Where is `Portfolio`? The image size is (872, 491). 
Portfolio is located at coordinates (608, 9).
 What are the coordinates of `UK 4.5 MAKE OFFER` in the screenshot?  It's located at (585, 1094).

★ ★ ★ ★ ★ ★ ★

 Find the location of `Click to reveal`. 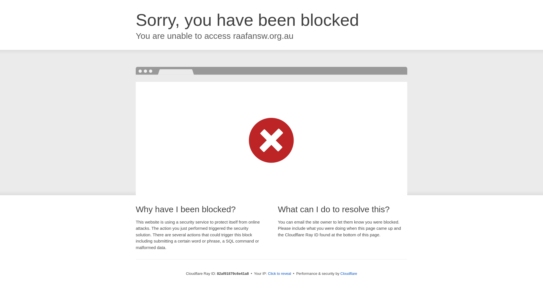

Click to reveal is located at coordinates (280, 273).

★ ★ ★ ★ ★ ★ ★

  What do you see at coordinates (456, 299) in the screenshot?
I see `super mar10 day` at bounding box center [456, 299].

★ ★ ★ ★ ★ ★ ★

Work to complete: From the listing above, output exactly the run of lines that starts with the line containing "is (872, 491)." and ends with the line containing "What are the".

Expected answer:
Where is `Portfolio`? The image size is (872, 491). 
Portfolio is located at coordinates (608, 9).
 What are the coordinates of `UK 4.5 MAKE OFFER` in the screenshot?  It's located at (585, 1094).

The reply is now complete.